The very idea sends a violent shiver down his spine.
❝I designed the car to emulate one, but time-travel is simply just not possible with our current understanding of the universe. That, unfortunately, still remains firmly grounded in the realm of science-fiction.❞
With each minute she spent in the company of this mam, the more convinced Scully became that there was something to this case. She might not agree with Mulder that there was something extra-terrestrial to all of it, but she couldn't deny that there was something strange; Emmett Brown was just too agitated to be simply a man who indulged in his love of fiction and a passion for theoretical science. She could understand a certain degree of worry that most civilians experienced when in a room such as this, particularly when the FBI was involved, but the worry in his demeanour went beyond that. The man was hiding something that was significant enough to have him completely on edge.
"In my experience the effect of science-fiction on reality is rarely beneficial," she replied with the heavy sigh of experience. If it didn't cause naivety and mistakes, then it instead prompted inhuman and immoral experiments, practised on society by an uncaring government. She doubted Dr Brown would still have his enthusiasm if he knew the things she learned over her years on the X Files.
"In the 1940s?" She repeated, looking at him with a deadpan expression. "You were employed by the government in the 1940s?" She did the math quickly in her head, making a mental note to check his files for his birth date later. If she had to guess, she'd say the man had to have been in his teens at the most in the 40s and it made his claim less than probable. Of course the decade would only serve to cement Mulder's point; the obsession with aliens in the United States had, after all, begun in 1947.

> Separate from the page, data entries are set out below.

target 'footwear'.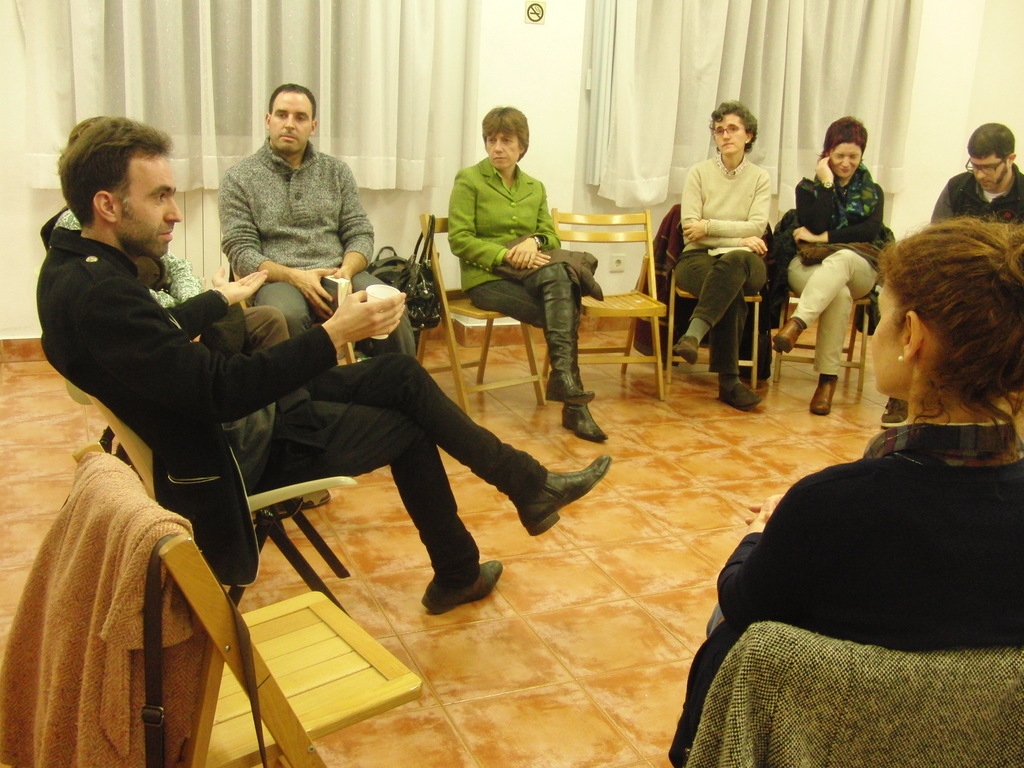
Target region: (561,400,607,440).
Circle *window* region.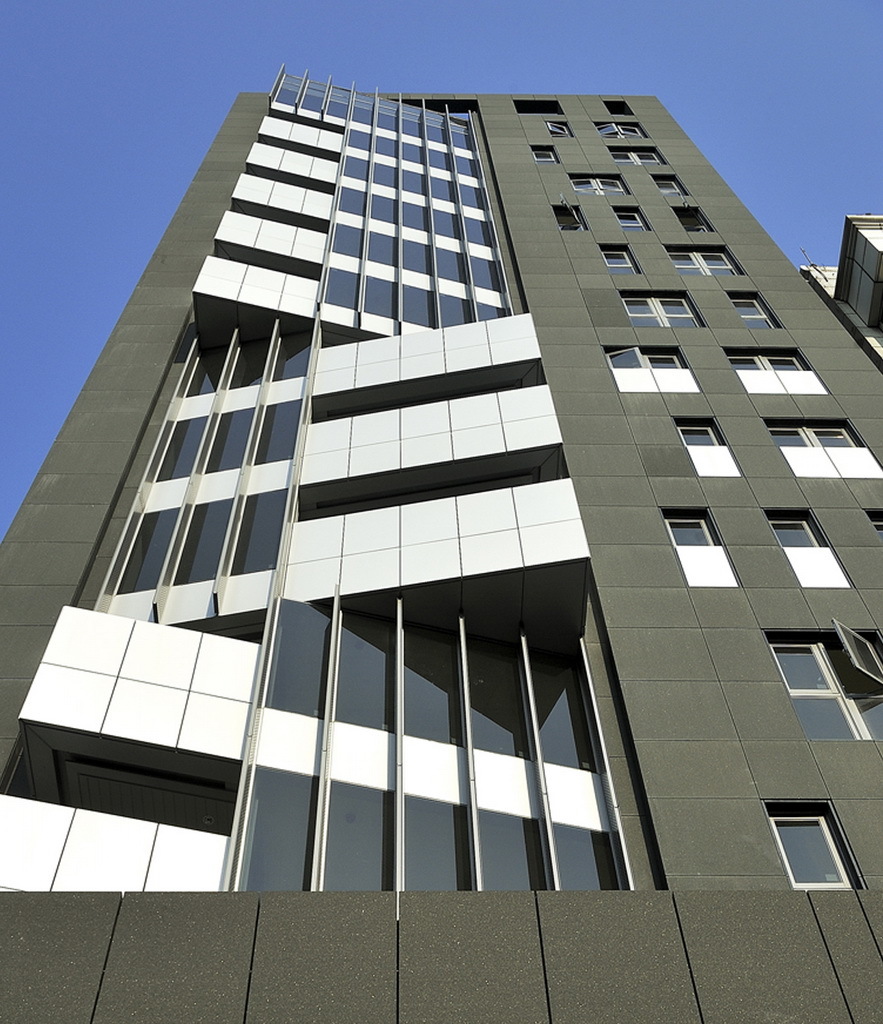
Region: {"left": 606, "top": 99, "right": 634, "bottom": 114}.
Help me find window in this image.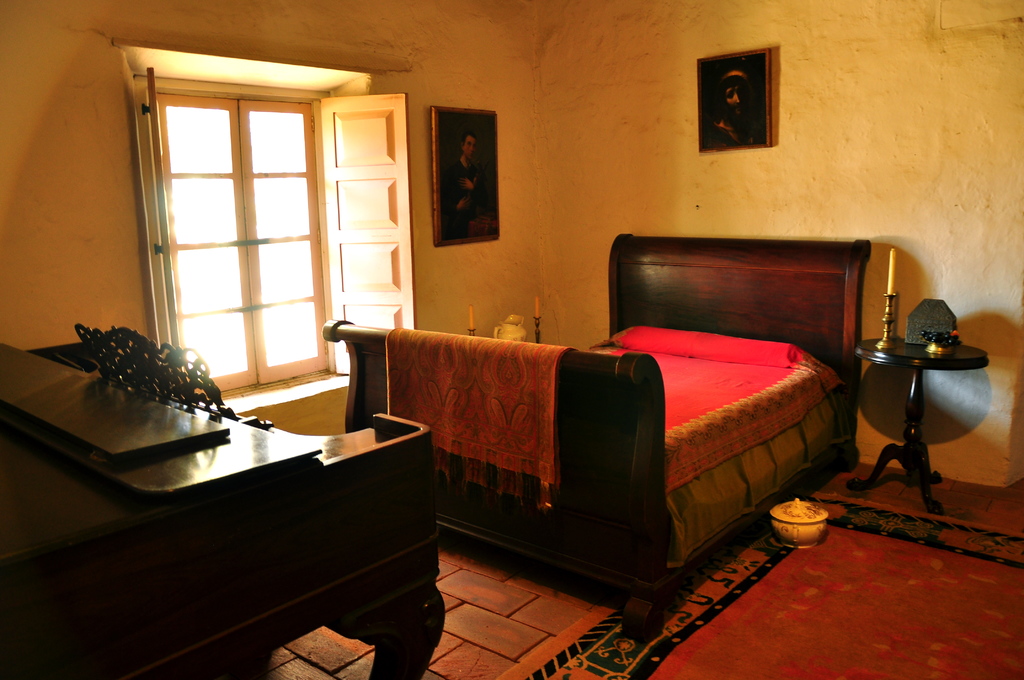
Found it: x1=143 y1=67 x2=404 y2=414.
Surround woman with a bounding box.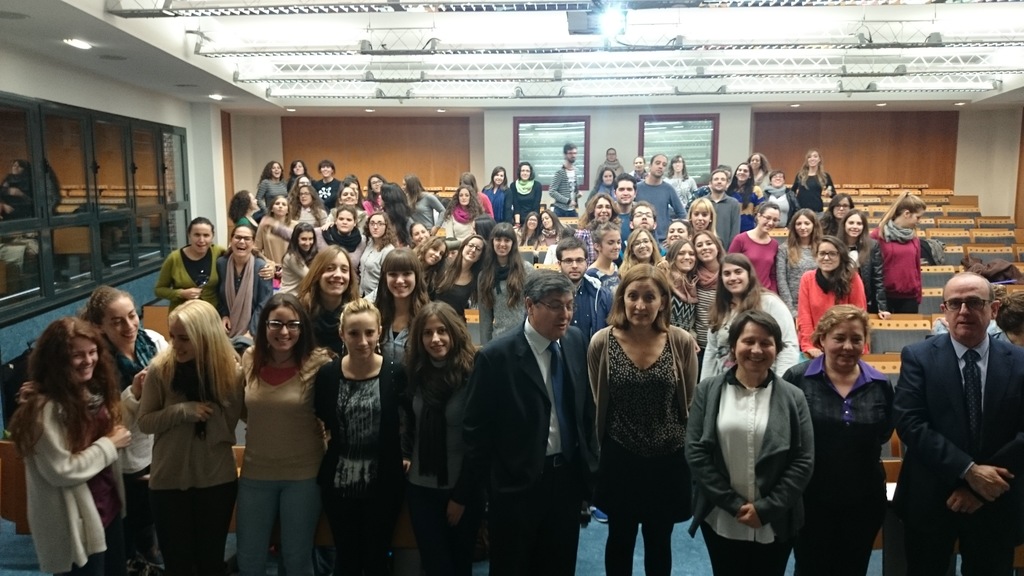
box(628, 156, 648, 180).
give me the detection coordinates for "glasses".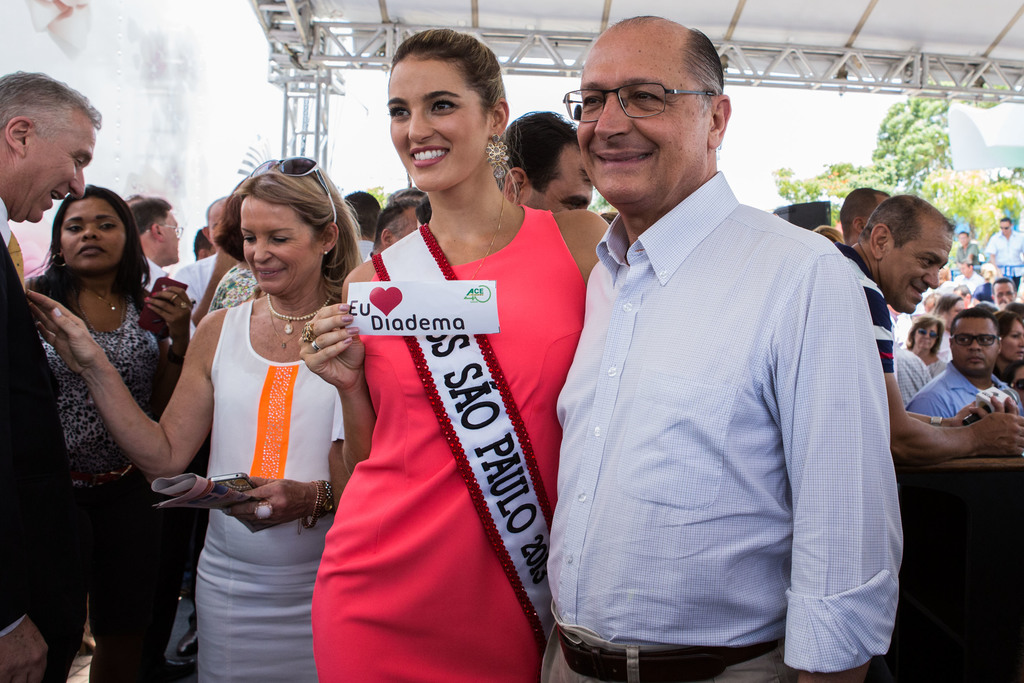
{"x1": 949, "y1": 331, "x2": 1009, "y2": 358}.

"I ask because, in my work for the FBI, I have come across vehicles, particularly aircraft, that has capabilities that shouldn't be possible. Technology that is hidden by government factions for secret projects; I imagine if you had worked on such a project and had retained technology to use for your own personal entertainment that that not only might cause the effects your car left behind, but it would also explain--"
Before she could finish, the door to the interview room opened wide, the handle knocking a little against the wall as Mulder marched in, a look of triumph on his face that only left her feeling concerned.
"He's a time-traveller, Scully," he declared firmly. "That's what the car is. I don't know how you did it," he added, turning to look at Dr Brown, "but you made a time machine, didn't you?"
"Oh, brother," Scully muttered to herself, dropping her head into her hands.